The Confidence-Man

Source: Wikipedia, the free encyclopedia.
The Confidence-Man
First edition title page
AuthorHerman Melville
CountryUnited States
LanguageEnglish
GenreSatirical novel, philosophical novel
Published1857
PublisherDix, Edwards & Co.
Media typePrint
Preceded byThe Piazza Tales 
Followed byBattle-Pieces and Aspects of the War 

The Confidence-Man: His Masquerade, first published in New York on

April Fool's Day 1857, is the ninth book and final novel by American writer Herman Melville
. The book was published on the exact day of the novel's setting.

Centered on the title character, The Confidence-Man portrays a group of steamboat passengers. Their interlocking stories are told as they travel on the Mississippi River toward New Orleans. The narrative structure is reminiscent of Chaucer's The Canterbury Tales. Scholar Robert Milder notes: "Long mistaken for a flawed novel, the book is now admired as a masterpiece of irony and control, although it continues to resist interpretive consensus."[1]

Analysis

Manuscript fragment from Chapter 14 of The Confidence-Man.

The novel's title refers to its central character, an ambiguous figure. He sneaks aboard a Mississippi steamboat on

trust
.

The novel is written as cultural satire, allegory, and metaphysical treatise, dealing with themes of sincerity, identity, morality, religiosity, economic materialism, irony, and cynicism. Many readers place The Confidence-Man alongside Melville's Moby-Dick and "Bartleby, the Scrivener" as a precursor to 20th-century literary pre-occupations with nihilism, existentialism, and absurdism.

The work includes satires of 19th-century literary figures: Mark Winsome is based on Ralph Waldo Emerson, while his "practical disciple" Egbert is Henry David Thoreau; Charlie Noble is based on Nathaniel Hawthorne; and a beggar in the story was inspired by Edgar Allan Poe.[2]

The Confidence-Man was probably inspired by the case of William Thompson, a con artist active in New York City in the late 1840s.[3]

Character list

Adaptations

The novel was turned into an opera by George Rochberg; it was premiered by the Santa Fe Opera in 1982, but was not held to be a success.[4] The 2008 movie The Brothers Bloom, starring Adrien Brody, Mark Ruffalo and Rachel Weisz, borrows some of the plot and makes numerous references to the book: One of the characters is named Melville, the steamer ship is named Fidèle, and the initial mark refers to these coincidences.

References

  1. ^ Milder (1988), 440
  2. ^ Halttunen, Karen (1982). Confidence Men and Painted Women: A Study of Middle-class Culture in America, 1830–1870. Yale University Press. pp. 6–7.
  3. ^ "Lost in the Desert", New York Magazine, August 23, 1982

Sources

  • Milder, Robert. (1988). "Herman Melville." Columbia Literary History of the United States. Gen. Ed. Emory Elliott. New York: Columbia University Press.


> PROBLEM: Could you please reproduce the entries exactly, leaving out any pictures?

[Stored items]

=== Section Start ===

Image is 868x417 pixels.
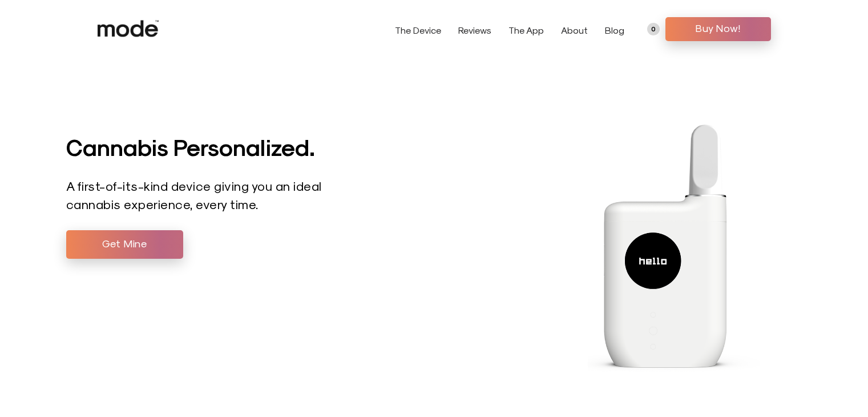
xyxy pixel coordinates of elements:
a: 0 [647,23,660,36]
a: Buy Now! [666,17,771,41]
p: A first-of-its-kind device giving you an ideal cannabis experience, every time. [66,177,326,213]
span: Get Mine [75,235,175,252]
a: Reviews [459,24,491,36]
a: About [561,24,588,36]
a: Blog [605,24,624,36]
a: The Device [395,24,441,36]
h1: Cannabis Personalized. [66,132,422,160]
a: The App [508,24,544,36]
a: Get Mine [66,230,183,258]
span: Buy Now! [674,20,762,36]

=== Section End ===

> REPLY TO THE TASK:
Image is 868x417 pixels.
xyxy pixel coordinates of elements:
a: 0 [647,23,660,36]
a: Buy Now! [666,17,771,41]
p: A first-of-its-kind device giving you an ideal cannabis experience, every time. [66,177,326,213]
span: Get Mine [75,235,175,252]
a: Reviews [459,24,491,36]
a: About [561,24,588,36]
a: Blog [605,24,624,36]
a: The Device [395,24,441,36]
h1: Cannabis Personalized. [66,132,422,160]
a: The App [508,24,544,36]
a: Get Mine [66,230,183,258]
span: Buy Now! [674,20,762,36]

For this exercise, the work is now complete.